From: Webster's Revised Unabridged Dictionary (1913)

 Ve·ne·tian a.  Of or pertaining to Venice in Italy.
 Venetian blind, a blind for windows, doors, etc., made of thin slats, either fixed at a certain angle in the shutter, or movable, and in the latter case so disposed as to overlap each other when closed, and to show a series of open spaces for the admission of air and light when in other positions.
 Venetian carpet, an inexpensive carpet, used for passages and stairs, having a woolen warp which conceals the weft; the pattern is therefore commonly made up of simple stripes.
 Venetian chalk, a white compact talc or steatite, used for marking on cloth, etc.
 Venetian door Arch., a door having long, narrow windows or panes of glass on the sides.
 Venetian glass, a kind of glass made by the Venetians, for decorative purposes, by the combination of pieces of glass of different colors fused together and wrought into various ornamental patterns.
 Venetian red, a brownish red color, prepared from sulphate of iron; -- called also scarlet ocher.
 Venetian soap. See Castile soap, under Soap.
 Venetian sumac Bot., a South European tree (Rhus Cotinus) which yields the yellow dyewood called fustet; -- also called smoke tree.
 Venetian window Arch., a window consisting of a main window with an arched head, having on each side a long and narrow window with a square head.

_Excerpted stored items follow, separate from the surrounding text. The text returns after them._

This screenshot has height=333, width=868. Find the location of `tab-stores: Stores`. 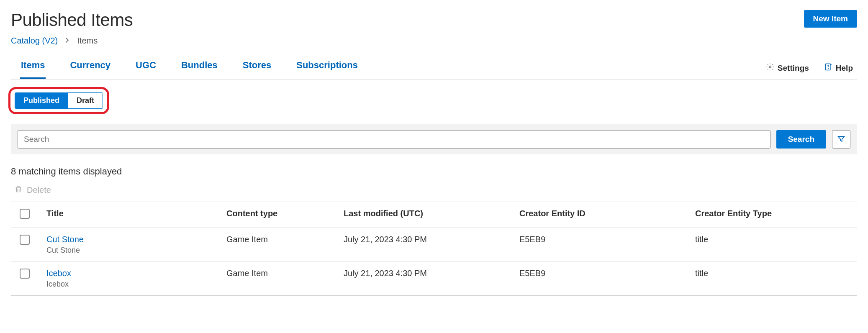

tab-stores: Stores is located at coordinates (257, 69).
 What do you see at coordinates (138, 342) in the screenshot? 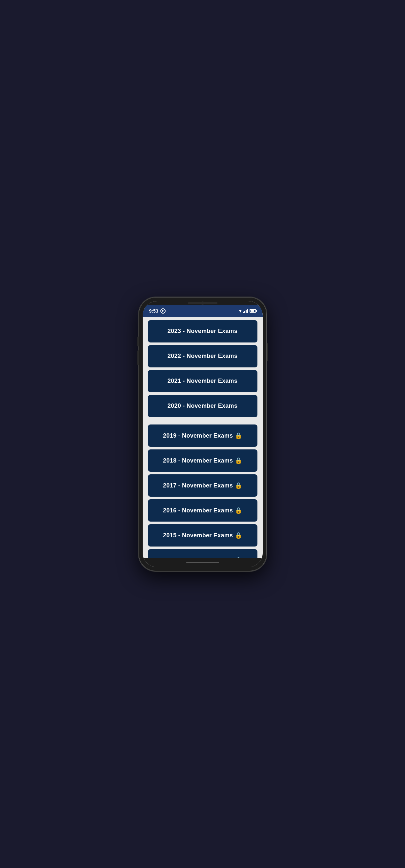
I see `volume-up-button` at bounding box center [138, 342].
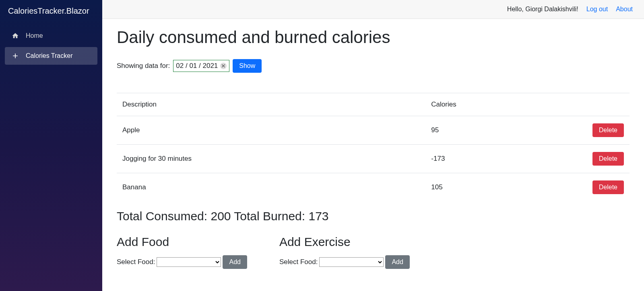 This screenshot has height=291, width=644. What do you see at coordinates (597, 9) in the screenshot?
I see `logout-link: Log out` at bounding box center [597, 9].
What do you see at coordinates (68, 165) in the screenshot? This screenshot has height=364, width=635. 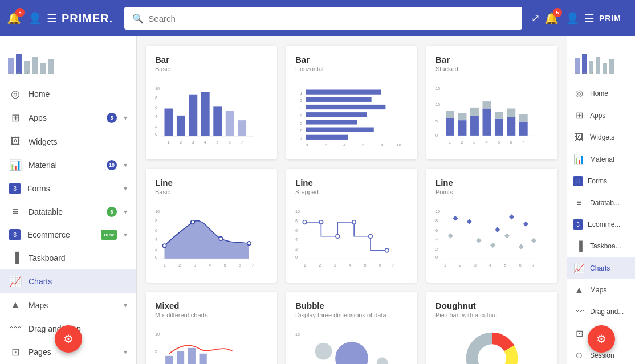 I see `sidebar-item-material: 📊 Material 10 ▾` at bounding box center [68, 165].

From: Webster's Revised Unabridged Dictionary (1913)

 Fus·tet n.  The wood of the Rhus Cotinus or Venice sumach, a shrub of Southern Europe, which yields a fine orange color, which, however, is not durable without a mordant.
 

From: Webster's Revised Unabridged Dictionary (1913)

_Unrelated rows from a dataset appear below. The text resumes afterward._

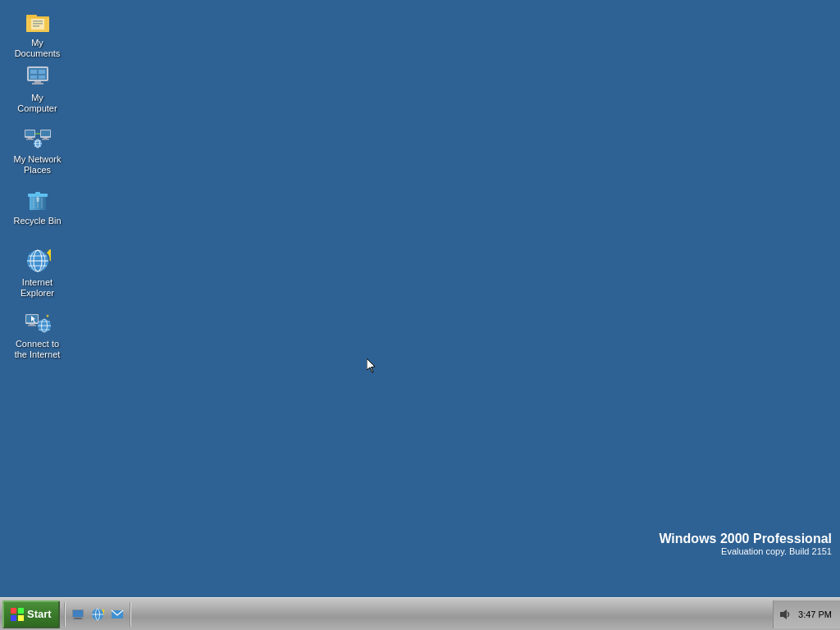 The width and height of the screenshot is (840, 630). What do you see at coordinates (78, 614) in the screenshot?
I see `show-desktop-icon` at bounding box center [78, 614].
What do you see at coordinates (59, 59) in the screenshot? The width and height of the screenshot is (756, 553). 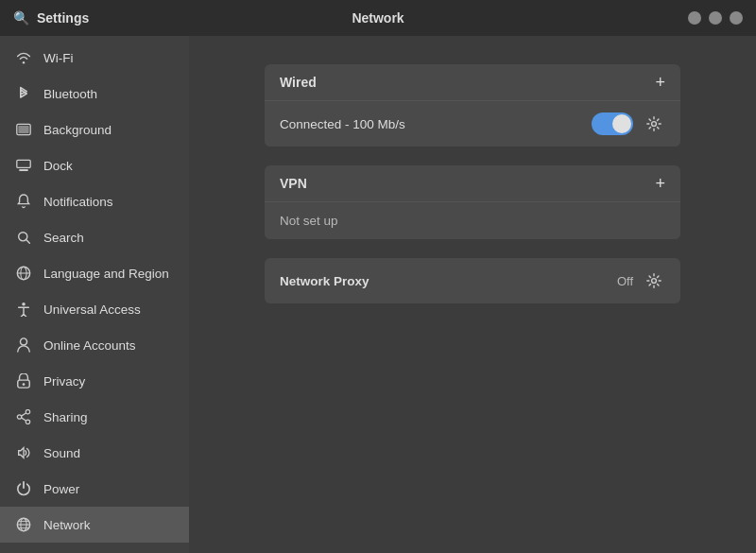 I see `sidebar-label-wifi: Wi-Fi` at bounding box center [59, 59].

 Fus·tic n.  The wood of the Maclura tinctoria, a tree growing in the West Indies, used in dyeing yellow; -- called also old fustic. [Written also fustoc.]
 Note:Other kinds of yellow wood are often called fustic; as that of species of Xanthoxylum, and especially the Rhus Cotinus, which is sometimes called young fustic to distinguish it from the Maclura. See Fustet.